Going serverless with AWS S3 and CloudFlare

A while back, while developing the new Monitive, we separated the application into two separate parts:

  • the API backend which does all the heavy lifting, checking user’s sites and sending alerts, crunching numbers and providing statistics.
  • the client-facing web-app, which is basically a VueJS application that users see when they sign in and manage their monitors.

As the backend API is largely built on PHP, requiring a server to process data, the javascript web-app is actually a static set of files that load up in the browser.

When figuring out where to deploy the web-app, I realized that we don’t actually need a server to host it. Amazon’s S3 storage service combined with CloudFlare’s CDN might just be everything we need. This was even better than I’d hoped, because using CloudFlare’s Always-On feature, our web-app would be up and running even if Amazon S3’s service went down. On the other hand, if CloudFlare went down, so would our web-app; however, this isn’t a very big issue because sites would still be monitored — only the management app wouldn’t be accessible.

I read a few articles (one, two, three) and found out the CloudFlare works like a charm with S3. Serving static websites all over the world took just a matter of minutes to set things up.

All the details are covered by the articles linked above. Since we use GitLab for CI, what we did to get all this set up was something along these lines:

  1. AWS: Create a new S3 bucket name that matches the domain name where the web-app will be served from.
  2. AWS: Set the bucket to public read.
  3. AWS: Add a Public Read Bucket Policy.
  4. CloudFlare: add a CNAME DNS record towards the S3 public hostname.
  5. CloudFlare: set page rules to enable SSL and Always-On.
  6. GitLab: build the production-ready VueJS app
  7. GitLab: deploy to S3 via AWS CLI

Done! Fast deployment, highly efficient app serving and zero server maintenance.

Bonus 1: Smart caching

When I was only thinking about this setup, I thought that after each deploy, I’d have to call some API cache-invalidation route from CloudFlare so that users would get the newly released version and not the old cached one. But after everything was set up, I found out that CloudFlare’s caching system works great with S3, and sent “If-Modified-Since” headers based on the information provided by the S3 service, which meant there was absolutely nothing for me to do regarding cache invalidation. If any user’s browser had an older version it would just request the newer version, headache-free.

Bonus 2: AWS S3 Monitoring

Another nice thing that came along was an AWS CloudWatch dashboard where we can see request times, types, code, and bytes downloaded or uploaded. This gives us a good idea of how the web-app serving behaves.

Bonus 3: Lower bills

Amazon S3 bills on usage, so more bandwidth and more requests automatically means a bigger bill at the end of the month. CloudFlare, on the other hand, doesn’t bill on usage unless you use some of their features that measure and bill on bandwidth. This combination is truly wonderful from a billing perspective, as most requests would hit CloudFlare’s cache and only a fraction of the bandwidth hits S3.

Bonus 4: Staging deployment

As the flow of setting up a deployment is so simple, and me being a huge fan of continuous-deployment, it was really easy to also create a staging deployment, where production code would automatically be deployed from the master branch with zero effort.

Conclusion

I know that this is not some innovation that I’ve singlehandedly invented, but it serves as a magnificent solution to providing a great service for our world-wide users while keeping costs and maintenance to a minimum. No nginx configuration, proxies, CDN set up or any server management at all. Just plug-and-play!

So, if you’re building a React, Angular or VueJS web-app, going serverless is definitely a great option. For Monitive, it’s already having a major pay off.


When a line in the data below includes "force", pick it out and copy it.

▼

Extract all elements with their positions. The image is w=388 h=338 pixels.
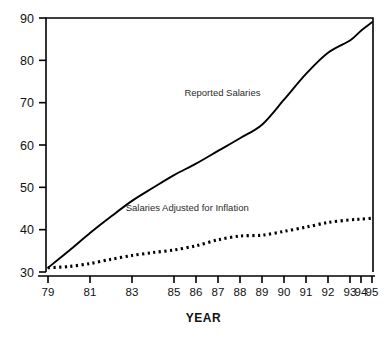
y-tick-label: 70 <box>20 96 34 110</box>
y-tick-label: 60 <box>20 139 34 153</box>
series-line-reported-salaries <box>48 22 372 268</box>
x-tick-label: 83 <box>126 286 139 298</box>
x-tick-label: 85 <box>168 286 181 298</box>
y-tick-label: 90 <box>20 12 34 26</box>
y-tick-label: 80 <box>20 54 34 68</box>
y-tick-label: 40 <box>20 223 34 237</box>
y-tick-label: 30 <box>20 266 34 280</box>
x-tick-label: 90 <box>278 286 291 298</box>
series-label-salaries-adjusted-for-inflation: Salaries Adjusted for Inflation <box>126 202 249 213</box>
line-chart: 3040506070809079818385868788899091929394… <box>0 0 388 338</box>
x-tick-label: 79 <box>42 286 55 298</box>
y-tick-label: 50 <box>20 181 34 195</box>
x-tick-label: 86 <box>190 286 203 298</box>
x-axis-ticks: 7981838586878889909192939495 <box>42 276 379 298</box>
chart-container: 3040506070809079818385868788899091929394… <box>0 0 388 338</box>
x-tick-label: 95 <box>366 286 379 298</box>
x-axis-title: YEAR <box>186 311 222 325</box>
y-axis: 30405060708090 <box>20 12 46 280</box>
x-tick-label: 87 <box>212 286 225 298</box>
series-label-reported-salaries: Reported Salaries <box>184 87 260 98</box>
x-tick-label: 91 <box>300 286 313 298</box>
series-line-salaries-adjusted-for-inflation <box>48 218 372 268</box>
x-tick-label: 92 <box>322 286 335 298</box>
x-tick-label: 88 <box>234 286 247 298</box>
x-tick-label: 81 <box>84 286 97 298</box>
x-tick-label: 89 <box>256 286 269 298</box>
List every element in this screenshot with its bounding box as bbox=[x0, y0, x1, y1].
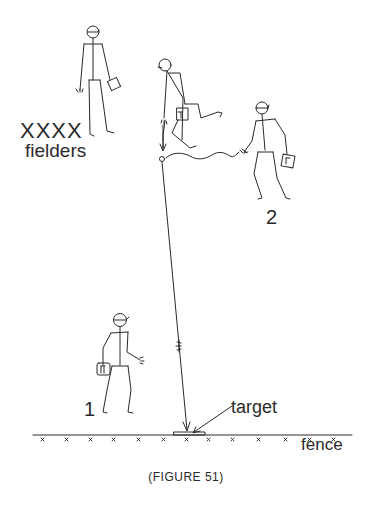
fence-x-marks bbox=[41, 438, 335, 441]
player-2-label: 2 bbox=[266, 206, 277, 229]
target-box bbox=[174, 432, 205, 435]
fence-label: fence bbox=[301, 435, 343, 455]
target-label: target bbox=[231, 397, 277, 418]
figure-caption: (FIGURE 51) bbox=[0, 470, 372, 484]
throw-line-to-target bbox=[162, 162, 187, 430]
player-1-label: 1 bbox=[84, 398, 95, 421]
ball-icon bbox=[160, 157, 165, 162]
fielder-running-figure bbox=[158, 59, 222, 148]
figure-diagram bbox=[0, 0, 372, 507]
player-1-figure bbox=[97, 314, 144, 414]
target-pointer-arrow bbox=[194, 406, 232, 432]
fielders-label: fielders bbox=[25, 140, 86, 162]
player-2-figure bbox=[244, 102, 295, 199]
throw-path-wavy bbox=[166, 152, 239, 159]
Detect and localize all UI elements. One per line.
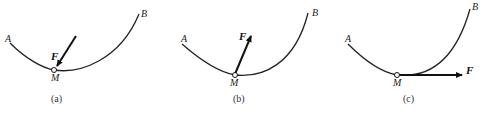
label-m: M	[392, 77, 402, 88]
caption-a: (a)	[51, 93, 62, 105]
force-arrow	[57, 36, 76, 66]
trajectory-curve	[182, 13, 308, 75]
force-label: F	[50, 50, 59, 62]
trajectory-curve	[348, 9, 470, 75]
label-m: M	[229, 77, 239, 88]
panel-a: A B F M (a)	[4, 8, 147, 105]
label-m: M	[50, 72, 60, 83]
trajectory-diagrams: A B F M (a) A B F M (b) A B F M (c)	[0, 0, 481, 117]
caption-c: (c)	[403, 93, 414, 105]
label-a: A	[180, 33, 188, 44]
caption-b: (b)	[233, 93, 245, 105]
panel-b: A B F M (b)	[180, 7, 318, 105]
label-a: A	[4, 33, 12, 44]
label-b: B	[141, 8, 147, 19]
label-a: A	[344, 33, 352, 44]
panel-c: A B F M (c)	[344, 1, 478, 105]
force-label: F	[238, 30, 247, 42]
force-label: F	[465, 64, 474, 76]
label-b: B	[312, 7, 318, 18]
trajectory-curve	[10, 14, 139, 71]
label-b: B	[472, 1, 478, 12]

▲

* _Response box_
force-arrow	[57, 36, 76, 66]
force-label: F	[50, 50, 59, 62]
force-label: F	[238, 30, 247, 42]
force-label: F	[465, 64, 474, 76]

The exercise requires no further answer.